Slippery when wet…Graham’s Dylan LaFollette barely hangs on to this popup in the rain during the first inning of Friday’s Div. V semi-final at Canal Park. (Press Pros Feature Photos)
When it rains, it pours, and no one feels it more than the Graham Falcons, who were stuck between a rock and a wet place in Friday’s Division V semi-final.
Akron, OH – Baseball is a glorious game…until it rains.
And rain has intervened in Akron to make managing seven divisions of tournament baseball between two venues, and two administrative bodies, a nightmare.
Friday night’s Division V semi-final between Graham and Lynchburg-Clay was schedule to start at 7 pm. But in the midst of a fine drizzle the ground crew of the Akron Ducks put the tarp on and decided to wait out the rain.

Publisher Sonny Fulks writes OHSAA sports and the Buckeyes for Press Pros Magazine.
Except, the rain didn’t quit. It just drizzled! And finally, at about 9 pm, they took the tarps off and said, “Go ahead and play.”
The Rubber Ducks, of course, play on a million-dollar professional turf field that they don’t want torn up by too much baseball in a three-day period…and especially in the rain. But in the meantime they put 500 fans in limbo, standing around waiting, along with 30 baseball players, all dressed out and nowhere to go.

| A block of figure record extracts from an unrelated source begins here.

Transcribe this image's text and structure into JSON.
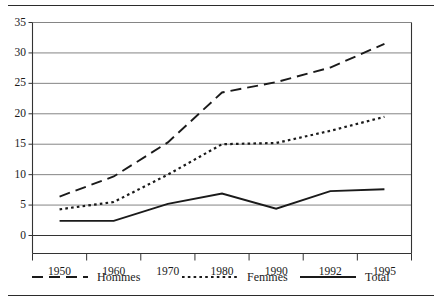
{
  "figure": {
    "has_top_rule": true,
    "has_bottom_rule": true,
    "ink_color": "#1a1a1a",
    "grid_color": "#777777",
    "axis_color": "#333333",
    "background": "#ffffff"
  },
  "chart_data": {
    "type": "line",
    "title": "",
    "subtitle": "",
    "xlabel": "",
    "ylabel": "",
    "categories": [
      "1950",
      "1960",
      "1970",
      "1980",
      "1990",
      "1992",
      "1995"
    ],
    "ylim": [
      0,
      35
    ],
    "yticks": [
      0,
      5,
      10,
      15,
      20,
      25,
      30,
      35
    ],
    "ytick_labels": [
      "0",
      "5",
      "10",
      "15",
      "20",
      "25",
      "30",
      "35"
    ],
    "xtick_labels": [
      "1950",
      "1960",
      "1970",
      "1980",
      "1990",
      "1992",
      "1995"
    ],
    "grid": "horizontal",
    "legend_position": "below",
    "series": [
      {
        "name": "Hommes",
        "style": "dashed",
        "color": "#1a1a1a",
        "values": [
          6.4,
          9.7,
          15.3,
          23.5,
          25.2,
          27.6,
          31.5
        ]
      },
      {
        "name": "Femmes",
        "style": "dotted",
        "color": "#1a1a1a",
        "values": [
          4.3,
          5.5,
          10.0,
          15.0,
          15.2,
          17.2,
          19.5
        ]
      },
      {
        "name": "Total",
        "style": "solid",
        "color": "#1a1a1a",
        "values": [
          2.4,
          2.4,
          5.2,
          6.9,
          4.4,
          7.3,
          7.6
        ]
      }
    ]
  },
  "legend": {
    "items": [
      {
        "label": "Hommes",
        "style": "dashed"
      },
      {
        "label": "Femmes",
        "style": "dotted"
      },
      {
        "label": "Total",
        "style": "solid"
      }
    ]
  }
}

“It really was the Rubber Ducks decision as to when we could play,” said OHSAA director of media, Tim Stried.
But when they finally did play it started raining harder, and after two innings the grounds crew came out and put the tarp back on…and told everyone to wait. No word on how long to wait, mind you. Just wait!
Graham had scored two runs in the first, on a pair of walks and a single and had lefthanded ace Hayden Van Hoose on the mound to protect that advantage.
But it rained harder, and harder, and it was obvious from toddlers to Ray Charles that it was going to be impossible to play – to ask the respective pitchers to warm up again and go back to the mound.
They waited past 1o pm, then 11 pm, and then, at ten minutes after 12 pm they finally announced that the game would be suspended and finished later today (7 pm), with the championship game in Division V (against Waynedale) to be played sometime on Sunday…or even Monday, one would assume, if it keeps raining.
Minster’s title game today, originally scheduled for 10 am, has been pushed back to noon (against Newark Catholic). But even that is tenuous, because at the time of this post…it’s pouring, and there’s more rain in the forecast for Sunday.
At question, of course, is the issue of competitive disadvantage because pitchers like Lynchburg-Clay’s Cole Wells went beyond the one-day pitch count Friday night. And there would be some concern about bringing Grahams’ Hayden Van Hoose back on short rest to pitch again twenty four hours later.
And the other six divisions are on the bubble, not knowing if they’ll play Sunday, or Monday, or just do rock, paper, scissors to determine who goes home with which trophy.
In another sport, the OHSAA announced Thursday that the football playoff format would be scaled back to 12 teams per region for the 2025 playoffs, down from the controversial 16-team expansion of the last two seasons.
“We listened to the feedback from our member schools,” said OHSAA Exec. Director Doug Ute. “And like we do with all of our sports, we want to make sure the student-athletes are our No. 1 priority.”
As it should be, but you wouldn’t have found anyone who believed that Friday night…when they asked those same student-athletes to wait through the indecision between the OHSAA and the Rubber Ducks for five hours…to play a baseball game.
Like I said, it’s a glorious game…until it rains!